Every once in a while, I forget things. Other times, things just sort of slip past me. Take the arrival of Mannix: The First Season on DVD for instance. It came, I saw, I forgot. I didn’t want to forget it… as a matter of fact, I was very excited to see it released on DVD (as a complete season, too — as opposed to another Vol. 1/Vol. 2 like CBS/Paramount has a habit of doing). Unfortunately (and this usually happens a lot with me), it only takes the sight of one perfect pair of ass-cheeks in the store for me to forget everything.
OK, so I missed out on the first season, but voila!, like a giant pillar of salt from the gods above, Mannix: The Second Season has arrived on DVD in a dazzling (albeit bare bones) release!
Mannix stars the incomparable Mike “Touch” Connors as the tough-as-nails Joe Mannix, a man who doesn’t hesitate to get himself involved in any action, and who doesn’t take shit from anyone. Mannix originally started out at a high-tech (for 1967) computerized detective agency called Intertect. But when he cussed out a machine one day and heard it cuss back (his own words), he opted to go into business for himself. Thus begins Mannix: The Second Season. Now working as a private dick at 17 Paseo Verde, Mannix, along with his faithful secretary Peggy Fair (the late Gail Fisher), Mannix engages in a variety of thrilling adventures week after week and almost always manages to ruin a perfectly god suit by jumping out of a high-speed vehicle in the process.
Season two really started off with a bang for me, with the very first person we see in the very first episode being guest villain Jason Evers, the wonderfully hammy actor who achieved cult status in The Brain That Wouldn’t Die. For me, that was enough to shout out, “What a great show!” But my love for the series doesn’t end there.

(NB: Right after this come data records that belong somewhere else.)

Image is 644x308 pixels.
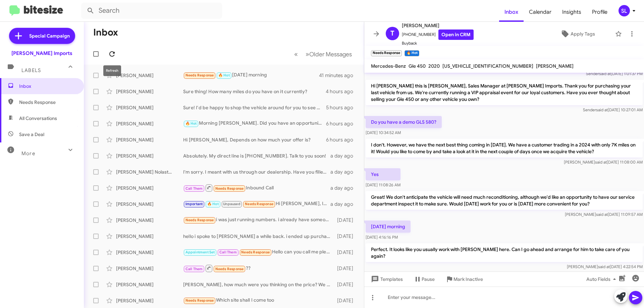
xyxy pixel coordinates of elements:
[613,5,636,16] button: SL
[116,168,183,175] div: [PERSON_NAME] Nolastname120711837
[183,281,334,288] div: [PERSON_NAME], how much were you thinking on the price? We use Market-Based pricing for like equi...
[334,233,358,239] div: [DATE]
[21,67,41,73] span: Labels
[334,297,358,304] div: [DATE]
[305,50,309,58] span: »
[330,201,358,207] div: a day ago
[183,248,334,256] div: Hello can you call me please?
[583,107,642,112] span: Sender [DATE] 10:27:01 AM
[440,273,488,285] button: Mark Inactive
[116,201,183,207] div: [PERSON_NAME]
[183,184,330,192] div: Inbound Call
[365,168,400,180] p: Yes
[330,168,358,175] div: a day ago
[116,217,183,223] div: [PERSON_NAME]
[116,88,183,95] div: [PERSON_NAME]
[586,71,642,76] span: Sender [DATE] 1:01:37 PM
[218,73,229,78] span: 🔥 Hot
[103,65,121,76] div: Refresh
[564,159,642,164] span: [PERSON_NAME] [DATE] 11:08:00 AM
[215,267,244,271] span: Needs Response
[241,250,270,254] span: Needs Response
[442,63,533,69] span: [US_VEHICLE_IDENTIFICATION_NUMBER]
[183,119,326,127] div: Morning [PERSON_NAME]. Did you have an opportunity to review the options? Let me know if you have...
[116,153,183,159] div: [PERSON_NAME]
[183,168,330,175] div: I'm sorry. I meant with us through our dealership. Have you filled one out either physically with...
[19,115,57,122] span: All Conversations
[309,51,352,58] span: Older Messages
[330,153,358,159] div: a day ago
[499,3,524,22] a: Inbox
[116,233,183,239] div: [PERSON_NAME]
[557,3,587,22] span: Insights
[9,28,75,44] a: Special Campaign
[116,136,183,143] div: [PERSON_NAME]
[402,29,474,40] span: [PHONE_NUMBER]
[319,72,358,79] div: 41 minutes ago
[587,3,613,22] a: Profile
[402,21,474,29] span: [PERSON_NAME]
[595,159,607,164] span: said at
[365,191,642,210] p: Great! We don't anticipate the vehicle will need much reconditioning, although we'd like an oppor...
[19,83,76,89] span: Inbox
[183,233,334,239] div: hello i spoke to [PERSON_NAME] a while back. i ended up purchasing a white one out of [GEOGRAPHIC...
[334,217,358,223] div: [DATE]
[185,186,203,191] span: Call Them
[618,5,630,16] div: SL
[565,212,642,217] span: [PERSON_NAME] [DATE] 11:09:57 AM
[326,104,358,111] div: 5 hours ago
[11,50,73,57] div: [PERSON_NAME] Imports
[183,200,330,208] div: Hi [PERSON_NAME], I hope that you are doing well. I received a job offer in the [GEOGRAPHIC_DATA]...
[402,40,474,47] span: Buyback
[364,273,408,285] button: Templates
[185,298,214,303] span: Needs Response
[183,136,326,143] div: Hi [PERSON_NAME], Depends on how much your offer is?
[371,63,406,69] span: Mercedes-Benz
[223,202,240,206] span: Unpaused
[428,63,440,69] span: 2020
[183,153,330,159] div: Absolutely. My direct line is [PHONE_NUMBER]. Talk to you soon!
[390,28,394,39] span: T
[571,28,595,40] span: Apply Tags
[29,33,70,39] span: Special Campaign
[365,243,642,262] p: Perfect. It looks like you usually work with [PERSON_NAME] here. Can I go ahead and arrange for h...
[596,107,607,112] span: said at
[365,80,642,105] p: Hi [PERSON_NAME] this is [PERSON_NAME], Sales Manager at [PERSON_NAME] Imports. Thank you for pur...
[370,273,403,285] span: Templates
[326,120,358,127] div: 6 hours ago
[185,218,214,222] span: Needs Response
[185,73,214,78] span: Needs Response
[185,202,203,206] span: Important
[586,273,618,285] span: Auto Fields
[326,88,358,95] div: 4 hours ago
[183,88,326,95] div: Sure thing! How many miles do you have on it currently?
[290,47,302,61] button: Previous
[334,249,358,256] div: [DATE]
[219,250,237,254] span: Call Them
[365,182,400,187] span: [DATE] 11:08:26 AM
[524,3,557,22] a: Calendar
[543,28,612,40] button: Apply Tags
[116,120,183,127] div: [PERSON_NAME]
[371,50,402,56] small: Needs Response
[422,273,435,285] span: Pause
[215,186,244,191] span: Needs Response
[536,63,574,69] span: [PERSON_NAME]
[365,116,442,128] p: Do you have a demo GLS 580?
[330,184,358,191] div: a day ago
[19,99,76,106] span: Needs Response
[596,212,607,217] span: said at
[408,273,440,285] button: Pause
[19,131,44,137] span: Save a Deal
[365,220,410,233] p: [DATE] morning
[294,50,298,58] span: «
[116,72,183,79] div: [PERSON_NAME]
[185,267,203,271] span: Call Them
[302,47,356,61] button: Next
[116,265,183,272] div: [PERSON_NAME]
[438,29,474,40] a: Open in CRM
[598,264,610,269] span: said at
[365,130,401,135] span: [DATE] 10:34:52 AM
[93,27,118,38] h1: Inbox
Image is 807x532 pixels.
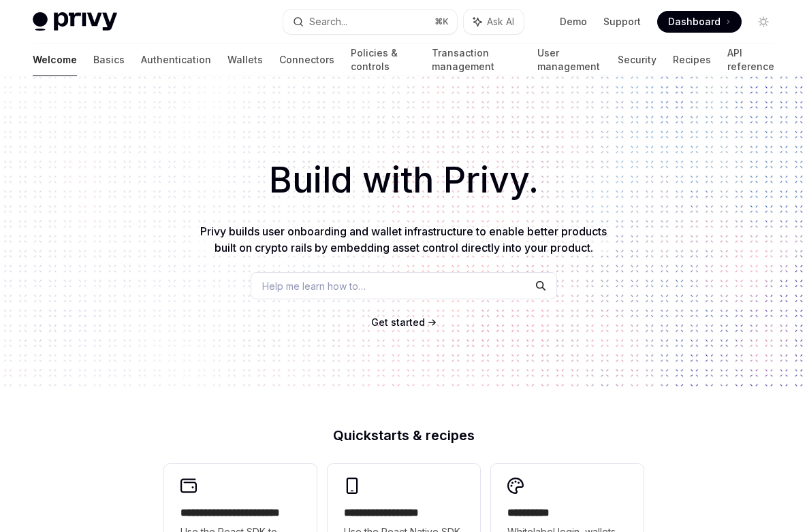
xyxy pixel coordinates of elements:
span: Privy builds user onboarding and wallet infrastructure to enable better products built on crypto ... [200,225,607,255]
a: User management [538,44,601,76]
a: Demo [560,15,587,28]
a: Recipes [673,44,711,76]
button: Ask AI [464,9,524,34]
a: Policies & controls [351,44,416,76]
button: Search...⌘K [283,9,456,34]
button: Toggle dark mode [753,11,775,33]
span: Help me learn how to… [262,279,366,293]
a: Basics [93,44,125,76]
a: API reference [727,44,775,76]
span: Dashboard [668,15,721,28]
a: Get started [371,316,425,329]
a: Welcome [33,44,77,76]
a: Security [618,44,657,76]
h1: Build with Privy. [22,154,786,207]
a: Transaction management [432,44,521,76]
span: ⌘ K [435,16,449,27]
img: light logo [33,12,117,31]
span: Ask AI [487,15,514,28]
span: Get started [371,317,425,328]
a: Wallets [228,44,263,76]
a: Authentication [141,44,211,76]
a: Dashboard [657,11,742,33]
a: Support [603,15,641,28]
div: Search... [310,14,348,30]
h2: Quickstarts & recipes [164,429,644,442]
a: Connectors [279,44,334,76]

Mannix was made for Mike Connors. And Mike Connors was made for Mannix — his memorable role in this surprisingly violent series proved to be so iconic in fact that he would reprise the same part in several other TV shows and movies 36 years later (including a memorable episode of Diagnosis Murder that concluded a season seven ep of Mannix), as well as being constantly referenced on the cult favorite Mystery Science Theater 3000.